The musical work, however, existed as both artefact and concept for many centuries before 1800. This was the starting point for Reinhard Strohm’s seminal re-evaluation of the historiography and ontology of the work-concept in his article ‘Looking Back at Ourselves: The Problem with the Musical Work- Concept’. Strohm argued against the commonly held view that around 1800 the paradigm of the work-concept had changed dramatically. Examining twentieth-century theorising about the musical work, Strohm showed how it resulted from the methodologies and biases peculiar to the authors and their era. Most importantly, he collapsed the argument for a watershed in Western art music marked by the emergence of a regulative work-concept. He drew attention to discussions about the musical work reaching back to the fifteenth century and insisted that the conceptualisation of the musical work as such was part of a long-standing discourse that continually revisited basic themes: the unparalleled skill of creative artists, the impulse to memorialise their output, and the tension between artistic expression and social function. On this last point Strohm challenged reigning opinion by emphasising that an otherwise autonomous musical work could be integrated with social and cultural practices.

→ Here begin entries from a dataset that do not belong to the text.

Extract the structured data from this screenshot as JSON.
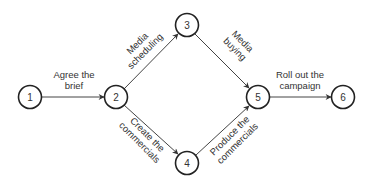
{
  "diagram": {
    "type": "activity-network",
    "nodes": [
      {
        "id": "1",
        "label": "1",
        "x": 30,
        "y": 97
      },
      {
        "id": "2",
        "label": "2",
        "x": 116,
        "y": 97
      },
      {
        "id": "3",
        "label": "3",
        "x": 187,
        "y": 25
      },
      {
        "id": "4",
        "label": "4",
        "x": 187,
        "y": 163
      },
      {
        "id": "5",
        "label": "5",
        "x": 258,
        "y": 97
      },
      {
        "id": "6",
        "label": "6",
        "x": 343,
        "y": 97
      }
    ],
    "edges": [
      {
        "from": "1",
        "to": "2",
        "label_lines": [
          "Agree the",
          "brief"
        ]
      },
      {
        "from": "2",
        "to": "3",
        "label_lines": [
          "Media",
          "scheduling"
        ]
      },
      {
        "from": "2",
        "to": "4",
        "label_lines": [
          "Create the",
          "commercials"
        ]
      },
      {
        "from": "3",
        "to": "5",
        "label_lines": [
          "Media",
          "buying"
        ]
      },
      {
        "from": "4",
        "to": "5",
        "label_lines": [
          "Produce the",
          "commercials"
        ]
      },
      {
        "from": "5",
        "to": "6",
        "label_lines": [
          "Roll out the",
          "campaign"
        ]
      }
    ]
  },
  "labels": {
    "n1": "1",
    "n2": "2",
    "n3": "3",
    "n4": "4",
    "n5": "5",
    "n6": "6",
    "e12_l1": "Agree the",
    "e12_l2": "brief",
    "e23_l1": "Media",
    "e23_l2": "scheduling",
    "e24_l1": "Create the",
    "e24_l2": "commercials",
    "e35_l1": "Media",
    "e35_l2": "buying",
    "e45_l1": "Produce the",
    "e45_l2": "commercials",
    "e56_l1": "Roll out the",
    "e56_l2": "campaign"
  },
  "colors": {
    "stroke": "#222222",
    "text": "#333333",
    "background": "#ffffff"
  }
}
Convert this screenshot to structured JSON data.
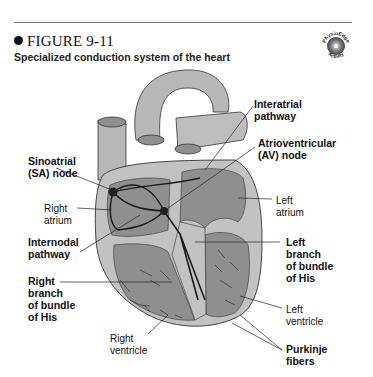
{
  "figure": {
    "number": "FIGURE 9-11",
    "title": "Specialized conduction system of the heart",
    "badge_icon": "physioedge-activity-cd-icon",
    "badge_text_top": "PhysioEdge",
    "badge_text_bottom": "Activity"
  },
  "labels": {
    "interatrial": "Interatrial\npathway",
    "av_node": "Atrioventricular\n(AV) node",
    "sa_node": "Sinoatrial\n(SA) node",
    "right_atrium": "Right\natrium",
    "left_atrium": "Left\natrium",
    "internodal": "Internodal\npathway",
    "left_branch": "Left\nbranch\nof bundle\nof His",
    "right_branch": "Right\nbranch\nof bundle\nof His",
    "left_ventricle": "Left\nventricle",
    "right_ventricle": "Right\nventricle",
    "purkinje": "Purkinje\nfibers"
  },
  "colors": {
    "outer_wall": "#c2c2c2",
    "chamber": "#8f8f8f",
    "vessel": "#b5b5b5",
    "pathway": "#1a1a1a"
  }
}
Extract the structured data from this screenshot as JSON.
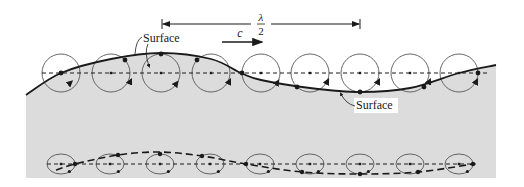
{
  "diagram": {
    "colors": {
      "water_fill": "#dcdcdc",
      "line": "#1a1a1a",
      "orbit": "#555555"
    },
    "labels": {
      "surface_top": "Surface",
      "surface_bottom": "Surface",
      "celerity": "c",
      "half_wavelength_num": "λ",
      "half_wavelength_den": "2"
    },
    "dimension_line": {
      "x1": 162,
      "x2": 360,
      "y": 24
    },
    "celerity_arrow": {
      "x1": 222,
      "x2": 262,
      "y": 42
    },
    "water_region": {
      "left": 26,
      "right": 496,
      "bottom": 178
    },
    "surface_profile": [
      [
        26,
        95
      ],
      [
        61,
        73
      ],
      [
        111,
        59
      ],
      [
        161,
        53
      ],
      [
        211,
        59
      ],
      [
        241,
        73
      ],
      [
        261,
        80
      ],
      [
        310,
        88
      ],
      [
        360,
        92
      ],
      [
        410,
        88
      ],
      [
        459,
        73
      ],
      [
        496,
        65
      ]
    ],
    "upper_orbits": {
      "y": 73,
      "r": 19,
      "particles": [
        {
          "cx": 61,
          "px": 61,
          "py": 73,
          "ax": 70,
          "ay": 83
        },
        {
          "cx": 111,
          "px": 125,
          "py": 60,
          "ax": 130,
          "ay": 82
        },
        {
          "cx": 161,
          "px": 161,
          "py": 54,
          "ax": 176,
          "ay": 84
        },
        {
          "cx": 211,
          "px": 197,
          "py": 60,
          "ax": 229,
          "ay": 82
        },
        {
          "cx": 261,
          "px": 242,
          "py": 73,
          "ax": 277,
          "ay": 83
        },
        {
          "cx": 310,
          "px": 297,
          "py": 87,
          "ax": 327,
          "ay": 82
        },
        {
          "cx": 360,
          "px": 360,
          "py": 92,
          "ax": 378,
          "ay": 82
        },
        {
          "cx": 410,
          "px": 424,
          "py": 87,
          "ax": 429,
          "ay": 82
        },
        {
          "cx": 459,
          "px": 478,
          "py": 73,
          "ax": 476,
          "ay": 82
        }
      ]
    },
    "lower_orbits": {
      "y": 164,
      "rx": 14,
      "ry": 10,
      "particles": [
        {
          "cx": 61,
          "px": 75,
          "py": 164
        },
        {
          "cx": 110,
          "px": 118,
          "py": 155
        },
        {
          "cx": 160,
          "px": 160,
          "py": 154
        },
        {
          "cx": 210,
          "px": 202,
          "py": 156
        },
        {
          "cx": 260,
          "px": 246,
          "py": 164
        },
        {
          "cx": 310,
          "px": 302,
          "py": 172
        },
        {
          "cx": 360,
          "px": 360,
          "py": 174
        },
        {
          "cx": 410,
          "px": 418,
          "py": 172
        },
        {
          "cx": 459,
          "px": 473,
          "py": 164
        }
      ]
    },
    "lower_trajectory": [
      [
        56,
        170
      ],
      [
        75,
        164
      ],
      [
        118,
        155
      ],
      [
        160,
        152
      ],
      [
        202,
        156
      ],
      [
        246,
        164
      ],
      [
        302,
        172
      ],
      [
        360,
        174
      ],
      [
        418,
        172
      ],
      [
        473,
        164
      ]
    ]
  }
}
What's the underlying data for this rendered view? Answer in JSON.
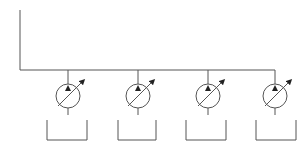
{
  "diagram": {
    "type": "hydraulic-schematic",
    "line_color": "#555555",
    "background": "#ffffff",
    "supply_line": {
      "x": 20,
      "y_top": 10,
      "y_bottom": 70
    },
    "header_line": {
      "y": 70,
      "x_start": 20,
      "x_end": 275
    },
    "pumps": [
      {
        "id": "pump-1",
        "cx": 68,
        "cy": 96,
        "r": 12,
        "symbol": "variable-displacement-pump"
      },
      {
        "id": "pump-2",
        "cx": 138,
        "cy": 96,
        "r": 12,
        "symbol": "variable-displacement-pump"
      },
      {
        "id": "pump-3",
        "cx": 208,
        "cy": 96,
        "r": 12,
        "symbol": "variable-displacement-pump"
      },
      {
        "id": "pump-4",
        "cx": 275,
        "cy": 96,
        "r": 12,
        "symbol": "variable-displacement-pump"
      }
    ],
    "tanks": [
      {
        "id": "tank-1",
        "x1": 47,
        "x2": 87,
        "y_top": 120,
        "y_bottom": 140
      },
      {
        "id": "tank-2",
        "x1": 118,
        "x2": 156,
        "y_top": 120,
        "y_bottom": 140
      },
      {
        "id": "tank-3",
        "x1": 186,
        "x2": 226,
        "y_top": 120,
        "y_bottom": 140
      },
      {
        "id": "tank-4",
        "x1": 256,
        "x2": 296,
        "y_top": 120,
        "y_bottom": 140
      }
    ]
  }
}
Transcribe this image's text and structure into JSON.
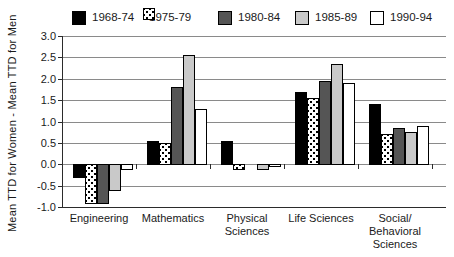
{
  "chart_data": {
    "type": "bar",
    "title": "",
    "xlabel": "",
    "ylabel": "Mean TTD for Women - Mean TTD for Men",
    "ylim": [
      -1.0,
      3.0
    ],
    "ytick_step": 0.5,
    "ytick_labels": [
      "3.0",
      "2.5",
      "2.0",
      "1.5",
      "1.0",
      "0.5",
      "0.0",
      "-0.5",
      "-1.0"
    ],
    "grid": true,
    "legend_position": "top",
    "categories": [
      "Engineering",
      "Mathematics",
      "Physical Sciences",
      "Life Sciences",
      "Social/Behavioral Sciences"
    ],
    "category_label_lines": [
      [
        "Engineering"
      ],
      [
        "Mathematics"
      ],
      [
        "Physical",
        "Sciences"
      ],
      [
        "Life Sciences"
      ],
      [
        "Social/",
        "Behavioral",
        "Sciences"
      ]
    ],
    "series": [
      {
        "name": "1968-74",
        "pattern": "solid",
        "fill": "#000000",
        "values": [
          -0.3,
          0.55,
          0.55,
          1.7,
          1.4
        ]
      },
      {
        "name": "1975-79",
        "pattern": "stipple",
        "fill": "#ffffff",
        "values": [
          -0.9,
          0.5,
          -0.1,
          1.55,
          0.7
        ]
      },
      {
        "name": "1980-84",
        "pattern": "solid",
        "fill": "#555555",
        "values": [
          -0.9,
          1.8,
          0.0,
          1.95,
          0.85
        ]
      },
      {
        "name": "1985-89",
        "pattern": "solid",
        "fill": "#c9c9c9",
        "values": [
          -0.6,
          2.55,
          -0.1,
          2.35,
          0.75
        ]
      },
      {
        "name": "1990-94",
        "pattern": "solid",
        "fill": "#ffffff",
        "values": [
          -0.1,
          1.3,
          -0.05,
          1.9,
          0.9
        ]
      }
    ],
    "colors": {
      "grid": "#8a8a8a",
      "axis": "#2b2b2b",
      "bar_border": "#000000",
      "background": "#ffffff",
      "text": "#1a1a1a"
    }
  }
}
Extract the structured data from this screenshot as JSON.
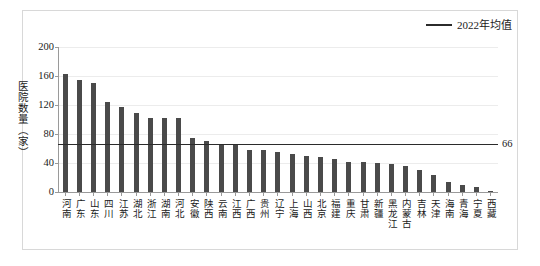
{
  "legend": {
    "marker": "line-marker",
    "label": "2022年均值"
  },
  "axis": {
    "y_title": "医院数量（家）",
    "y_ticks": [
      "0",
      "40",
      "80",
      "120",
      "160",
      "200"
    ]
  },
  "average": {
    "value_label": "66",
    "value": 66
  },
  "chart_data": {
    "type": "bar",
    "title": "",
    "subtitle": "",
    "xlabel": "",
    "ylabel": "医院数量（家）",
    "ylim": [
      0,
      200
    ],
    "ytick_values": [
      0,
      40,
      80,
      120,
      160,
      200
    ],
    "grid": true,
    "legend_position": "top-right",
    "categories": [
      "河南",
      "广东",
      "山东",
      "四川",
      "江苏",
      "湖北",
      "浙江",
      "湖南",
      "河北",
      "安徽",
      "陕西",
      "云南",
      "江西",
      "广西",
      "贵州",
      "辽宁",
      "上海",
      "山西",
      "北京",
      "福建",
      "重庆",
      "甘肃",
      "新疆",
      "黑龙江",
      "内蒙古",
      "吉林",
      "天津",
      "海南",
      "青海",
      "宁夏",
      "西藏"
    ],
    "series": [
      {
        "name": "医院数量",
        "values": [
          163,
          155,
          150,
          124,
          117,
          109,
          102,
          102,
          102,
          75,
          70,
          66,
          66,
          58,
          58,
          55,
          53,
          50,
          48,
          46,
          42,
          42,
          40,
          38,
          36,
          30,
          24,
          14,
          9,
          7,
          2
        ]
      }
    ],
    "reference_line": {
      "name": "2022年均值",
      "value": 66,
      "label": "66"
    }
  }
}
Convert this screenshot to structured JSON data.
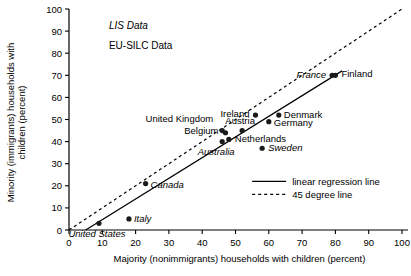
{
  "chart_data": {
    "type": "scatter",
    "title": "",
    "xlabel": "Majority (nonimmigrants) households with children (percent)",
    "ylabel": "Minority (immigrants) households with children (percent)",
    "xlim": [
      0,
      100
    ],
    "ylim": [
      0,
      100
    ],
    "xticks": [
      "0",
      "10",
      "20",
      "30",
      "40",
      "50",
      "60",
      "70",
      "80",
      "90",
      "100"
    ],
    "yticks": [
      "0",
      "10",
      "20",
      "30",
      "40",
      "50",
      "60",
      "70",
      "80",
      "90",
      "100"
    ],
    "grid": false,
    "points": [
      {
        "label": "United States",
        "x": 9,
        "y": 3,
        "source": "LIS Data",
        "style": "italic",
        "label_dx": -2,
        "label_dy": 14,
        "anchor": "middle"
      },
      {
        "label": "Italy",
        "x": 18,
        "y": 5,
        "source": "LIS Data",
        "style": "italic",
        "label_dx": 5,
        "label_dy": 3,
        "anchor": "start"
      },
      {
        "label": "Canada",
        "x": 23,
        "y": 21,
        "source": "LIS Data",
        "style": "italic",
        "label_dx": 5,
        "label_dy": 4,
        "anchor": "start"
      },
      {
        "label": "Australia",
        "x": 46,
        "y": 40,
        "source": "LIS Data",
        "style": "italic",
        "label_dx": -6,
        "label_dy": 13,
        "anchor": "middle"
      },
      {
        "label": "United Kingdom",
        "x": 46,
        "y": 45,
        "source": "EU-SILC Data",
        "style": "roman",
        "label_dx": -9,
        "label_dy": -9,
        "anchor": "end"
      },
      {
        "label": "Belgium",
        "x": 47,
        "y": 44,
        "source": "EU-SILC Data",
        "style": "roman",
        "label_dx": -7,
        "label_dy": 1,
        "anchor": "end"
      },
      {
        "label": "Netherlands",
        "x": 48,
        "y": 41,
        "source": "EU-SILC Data",
        "style": "roman",
        "label_dx": 6,
        "label_dy": 3,
        "anchor": "start"
      },
      {
        "label": "Austria",
        "x": 52,
        "y": 45,
        "source": "EU-SILC Data",
        "style": "roman",
        "label_dx": -2,
        "label_dy": -7,
        "anchor": "middle"
      },
      {
        "label": "Sweden",
        "x": 58,
        "y": 37,
        "source": "LIS Data",
        "style": "italic",
        "label_dx": 6,
        "label_dy": 3,
        "anchor": "start"
      },
      {
        "label": "Ireland",
        "x": 56,
        "y": 52,
        "source": "EU-SILC Data",
        "style": "roman",
        "label_dx": -6,
        "label_dy": 2,
        "anchor": "end"
      },
      {
        "label": "Germany",
        "x": 60,
        "y": 49,
        "source": "EU-SILC Data",
        "style": "roman",
        "label_dx": 5,
        "label_dy": 4,
        "anchor": "start"
      },
      {
        "label": "Denmark",
        "x": 63,
        "y": 52,
        "source": "EU-SILC Data",
        "style": "roman",
        "label_dx": 5,
        "label_dy": 3,
        "anchor": "start"
      },
      {
        "label": "France",
        "x": 79,
        "y": 70,
        "source": "LIS Data",
        "style": "italic",
        "label_dx": -6,
        "label_dy": 3,
        "anchor": "end"
      },
      {
        "label": "Finland",
        "x": 80,
        "y": 70,
        "source": "EU-SILC Data",
        "style": "roman",
        "label_dx": 6,
        "label_dy": 2,
        "anchor": "start"
      }
    ],
    "lines": [
      {
        "name": "linear regression line",
        "style": "solid",
        "x0": 5,
        "y0": 0,
        "x1": 82,
        "y1": 72
      },
      {
        "name": "45 degree line",
        "style": "dashed",
        "x0": 0,
        "y0": 0,
        "x1": 100,
        "y1": 100
      }
    ],
    "annotations": [
      {
        "text": "LIS Data",
        "style": "italic",
        "x": 12,
        "y": 91
      },
      {
        "text": "EU-SILC Data",
        "style": "roman",
        "x": 12,
        "y": 82
      }
    ],
    "legend": {
      "position": "bottom-right",
      "entries": [
        {
          "label": "linear regression line",
          "style": "solid"
        },
        {
          "label": "45 degree line",
          "style": "dashed"
        }
      ]
    }
  }
}
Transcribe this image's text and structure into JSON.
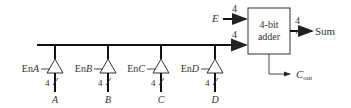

The essays in this volume build on Strohm’s argument by demonstrating how social and cultural practices generate different conceptualisations of the musical work at different times and in different places. As such, this collection shifts the debate about the work-concept from the ontological plane onto the historical.

Type
Chapter
Information
Music as Social and Cultural Practice
Essays in Honour of Reinhard Strohm
, pp. 4 - 8
Publisher: Boydell & Brewer
Print publication year: 2007

Access options

Get access to the full version of this content by using one of the access options below. (Log in options will check for institutional or personal access. Content may require purchase if you do not have access.)

Save book to Kindle

To save this book to your Kindle, first ensure [email protected] is added to your Approved Personal Document E-mail List under your Personal Document Settings on the Manage Your Content and Devices page of your Amazon account. Then enter the ‘name’ part of your Kindle email address below. Find out more about saving to your Kindle.

Note you can select to save to either the @free.kindle.com or @kindle.com variations. ‘@free.kindle.com’ emails are free but can only be saved to your device when it is connected to wi-fi. ‘@kindle.com’ emails can be delivered even when you are not connected to wi-fi, but note that service fees apply.

Find out more about the Kindle Personal Document Service.

Available formats
×

Save book to Dropbox

To save content items to your account, please confirm that you agree to abide by our usage policies. If this is the first time you use this feature, you will be asked to authorise Cambridge Core to connect with your account. Find out more about saving content to Dropbox.

Available formats
×

Save book to Google Drive

To save content items to your account, please confirm that you agree to abide by our usage policies. If this is the first time you use this feature, you will be asked to authorise Cambridge Core to connect with your account. Find out more about saving content to Google Drive.